Carjacking on I-5 ends in fatal shooting and a shaken Sacramento morning

Carjacking on I-5 ends in fatal shooting and a shaken Sacramento morning

In the dark before sunrise, a carjacking in Citrus Heights set off a chase that wound through Sacramento County and ended on Interstate 5, where deputies fatally shot a man,. By midmorning, the freeway was still carrying the weight of what had happened, with traffic slowed and one lane only beginning to reopen.

What happened before the freeway stopped moving?

Sgt. Edward Igoe, a spokesperson for the Sacramento County Sheriff’s Office, said Citrus Heights police alerted deputies around 2: 30 a. m. about a carjacking in the city. The victim said a man pointed a gun and demanded the vehicle, while threatening to kill the victim and any law enforcement officers who responded.

Igoe said the gunman fired one round during the carjacking before driving away. Around 3 a. m., deputies found the vehicle near Marconi and Eastern avenues in the Arden-Arcade area. When they tried to pull it over, the driver kept going, beginning a high-speed chase that stretched across parts of the county and as far as the Sacramento International Airport before reaching I-5 at Arena Boulevard in Natomas.

Why did deputies open fire on the shoulder of southbound I-5?

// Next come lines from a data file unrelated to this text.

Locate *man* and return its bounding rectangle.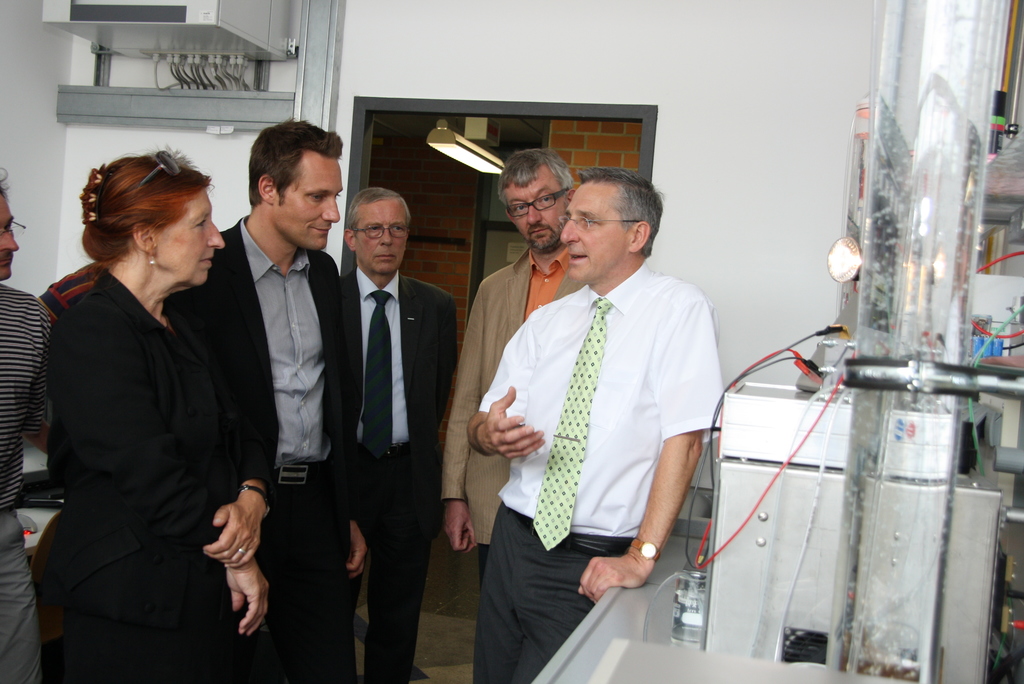
bbox=[175, 117, 368, 683].
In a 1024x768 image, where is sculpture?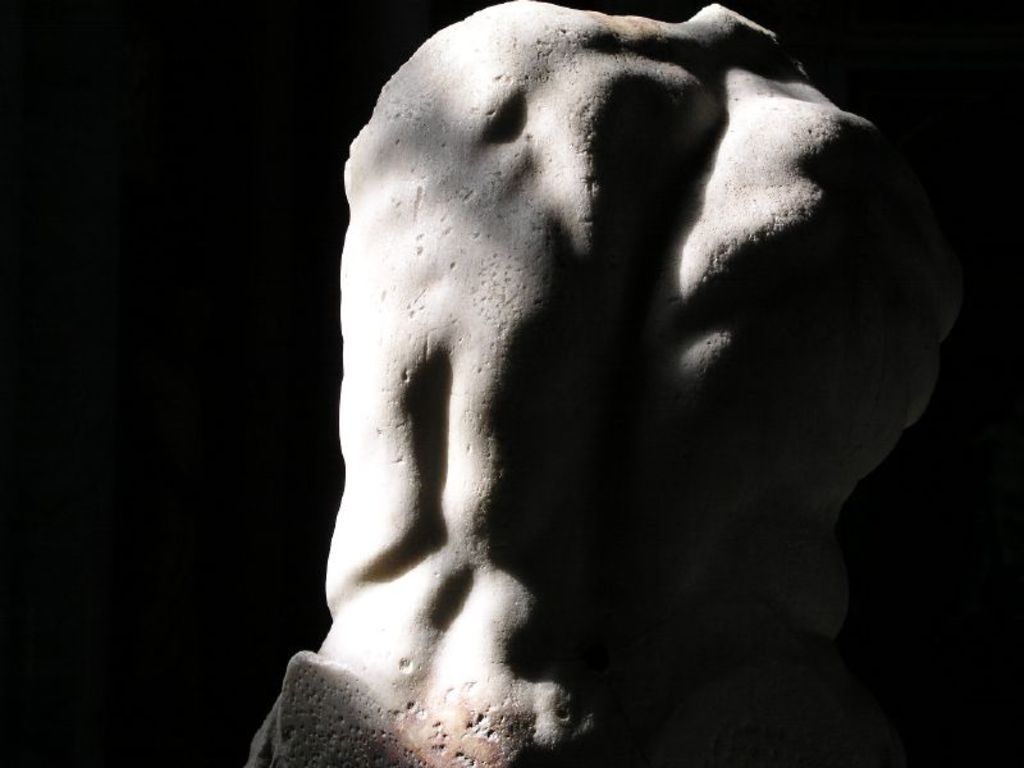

During the chase, Igoe said the driver repeatedly pointed a gun at deputies from outside the window. Deputies used a tire deflation device, but the driver continued until he got out of the vehicle on the freeway and pointed the gun at deputies again. Four deputies then shot at him.

After the shooting, deputies tried to render medical aid, but he died at the scene, Igoe said. No deputies were injured. Officials did not release how many rounds were fired or how many deputies discharged their weapons. The man’s identity has not been released.

How did the incident affect drivers and nearby neighborhoods?

The scene forced a major closure on southbound I-5 for much of the morning, with one lane reopening only later in the day. Northbound traffic also slowed, and drivers were urged to avoid the area while traffic was diverted at Del Paso Boulevard.

The disruption stretched beyond the immediate law enforcement response. For commuters moving through Natomas and the surrounding corridor, the shutdown turned an early Tuesday drive into a slow-moving reminder of how quickly a carjacking can reshape an entire morning.

What does this case leave unresolved?

The core facts are clear: a carjacking, a pursuit, a confrontation on the freeway, and a deadly end. But several details remain unreleased, including the driver’s identity and the full account of how many shots were fired. The carjacking has now become more than a crime scene; it is a question hanging over a roadway that reopened only in pieces.

For the drivers who passed Arena Boulevard after the shutdown eased, the scene may have looked like an ordinary traffic delay. For those closest to it, the morning carried a much sharper meaning: a carjacking that began with a threat and ended with sirens, blocked lanes, and a silence that remained after the chase was over.